Bouguereau, the one who paints using human archetypes
It seems to me that Bouguereau is very knowledgeable about archetypes of humans as well as social patterns and many identities of the person. I wouldn't be shocked should it turn out that he is a member of an obscure school. A few of his photographs swept me into the surrealist universe of Jodorosky where nakedness is an intrinsic characteristic of the human, where vices and virtues are declaimed loudly, in which the unconscious sprang forth and finds a representation.

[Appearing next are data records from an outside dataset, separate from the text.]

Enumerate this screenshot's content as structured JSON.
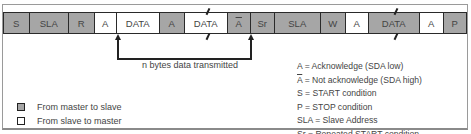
{
  "diagram": {
    "fields": [
      {
        "label": "S",
        "dir": "master",
        "x": 4,
        "w": 26
      },
      {
        "label": "SLA",
        "dir": "master",
        "x": 30,
        "w": 39
      },
      {
        "label": "R",
        "dir": "master",
        "x": 69,
        "w": 26
      },
      {
        "label": "A",
        "dir": "slave",
        "x": 95,
        "w": 22
      },
      {
        "label": "DATA",
        "dir": "slave",
        "x": 117,
        "w": 43
      },
      {
        "label": "A",
        "dir": "master",
        "x": 160,
        "w": 25
      },
      {
        "label": "DATA",
        "dir": "slave",
        "x": 185,
        "w": 43,
        "break": true
      },
      {
        "label": "A",
        "dir": "master",
        "x": 228,
        "w": 23,
        "overline": true
      },
      {
        "label": "Sr",
        "dir": "master",
        "x": 251,
        "w": 24
      },
      {
        "label": "SLA",
        "dir": "master",
        "x": 275,
        "w": 46
      },
      {
        "label": "W",
        "dir": "master",
        "x": 321,
        "w": 25
      },
      {
        "label": "A",
        "dir": "slave",
        "x": 346,
        "w": 23
      },
      {
        "label": "DATA",
        "dir": "master",
        "x": 369,
        "w": 51,
        "break": true
      },
      {
        "label": "A",
        "dir": "slave",
        "x": 420,
        "w": 24
      },
      {
        "label": "P",
        "dir": "master",
        "x": 444,
        "w": 23
      }
    ],
    "bracket_caption": "n bytes data transmitted",
    "legend": [
      {
        "label": "From master to slave",
        "color": "#a6a6a6"
      },
      {
        "label": "From slave to master",
        "color": "#ffffff"
      }
    ],
    "definitions": [
      {
        "symbol": "A",
        "overline": false,
        "text": " = Acknowledge (SDA low)"
      },
      {
        "symbol": "A",
        "overline": true,
        "text": " = Not acknowledge (SDA high)"
      },
      {
        "symbol": "S",
        "overline": false,
        "text": " = START condition"
      },
      {
        "symbol": "P",
        "overline": false,
        "text": " = STOP condition"
      },
      {
        "symbol": "SLA",
        "overline": false,
        "text": " = Slave Address"
      },
      {
        "symbol": "Sr",
        "overline": false,
        "text": " = Repeated START condition"
      }
    ],
    "colors": {
      "master": "#a6a6a6",
      "slave": "#ffffff",
      "border": "#2a2a2a"
    }
  }
}
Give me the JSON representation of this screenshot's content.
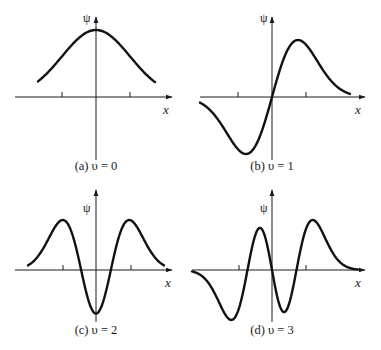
{
  "figure": {
    "x_axis_label": "x",
    "y_axis_label": "ψ",
    "colors": {
      "curve": "#111111",
      "axis": "#1a1a1a",
      "background": "#ffffff"
    }
  },
  "panels": [
    {
      "id": "a",
      "caption": "(a) υ = 0",
      "quantum_number": 0
    },
    {
      "id": "b",
      "caption": "(b) υ = 1",
      "quantum_number": 1
    },
    {
      "id": "c",
      "caption": "(c) υ = 2",
      "quantum_number": 2
    },
    {
      "id": "d",
      "caption": "(d) υ = 3",
      "quantum_number": 3
    }
  ],
  "chart_data": [
    {
      "type": "line",
      "title": "(a) υ = 0",
      "xlabel": "x",
      "ylabel": "ψ",
      "description": "Harmonic oscillator wavefunction, ground state: Gaussian, even, no nodes",
      "x_ticks": 2,
      "grid": false,
      "shape": "single positive maximum at x = 0"
    },
    {
      "type": "line",
      "title": "(b) υ = 1",
      "xlabel": "x",
      "ylabel": "ψ",
      "description": "First excited state: odd, one node at x = 0",
      "x_ticks": 2,
      "grid": false,
      "shape": "negative minimum at x < 0, positive maximum at x > 0"
    },
    {
      "type": "line",
      "title": "(c) υ = 2",
      "xlabel": "x",
      "ylabel": "ψ",
      "description": "Second excited state: even, two nodes",
      "x_ticks": 2,
      "grid": false,
      "shape": "two positive maxima, negative minimum at x = 0"
    },
    {
      "type": "line",
      "title": "(d) υ = 3",
      "xlabel": "x",
      "ylabel": "ψ",
      "description": "Third excited state: odd, three nodes (one at x = 0)",
      "x_ticks": 2,
      "grid": false,
      "shape": "alternating min, max, min, max from left to right"
    }
  ]
}
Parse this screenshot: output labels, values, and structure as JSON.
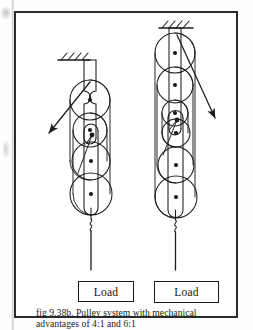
{
  "figure": {
    "caption_line1": "fig 9.38b. Pulley system with mechanical",
    "caption_line2": "advantages of 4:1 and 6:1",
    "caption_full": "fig 9.38b. Pulley system with mechanical advantages of 4:1 and 6:1",
    "figure_number": "9.38b",
    "border_color": "#2b2b2b",
    "ink_color": "#1c1c1c",
    "page_color": "#ffffff"
  },
  "systems": [
    {
      "id": "left",
      "name": "pulley-system-left",
      "mechanical_advantage": "4:1",
      "pulley_count": 4,
      "upper_block_pulleys": 2,
      "lower_block_pulleys": 2,
      "load_label": "Load",
      "effort_arrow_direction": "down-left",
      "ceiling_hatch": true
    },
    {
      "id": "right",
      "name": "pulley-system-right",
      "mechanical_advantage": "6:1",
      "pulley_count": 6,
      "upper_block_pulleys": 3,
      "lower_block_pulleys": 3,
      "load_label": "Load",
      "effort_arrow_direction": "down-right",
      "ceiling_hatch": true
    }
  ],
  "labels": {
    "load_left": "Load",
    "load_right": "Load"
  }
}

These are the many things I see in Bouguereau's painting, and If you aren't convinced, look into the eyes of his characters, the reflection of the many souls of the world. Through my eyes in 2021 I can see in him a great awareness of the truths of life, a sense of intellectual responsibility as well as a desire to dispel social taboos. He does all this in the most basic and "formal" ways, with the language of his time and without pretense or snobbery, without judgment or presumption and most importantly, with no violence, so that, at this moment in the text as well as in human history, it is the modernists who appear outdated to me.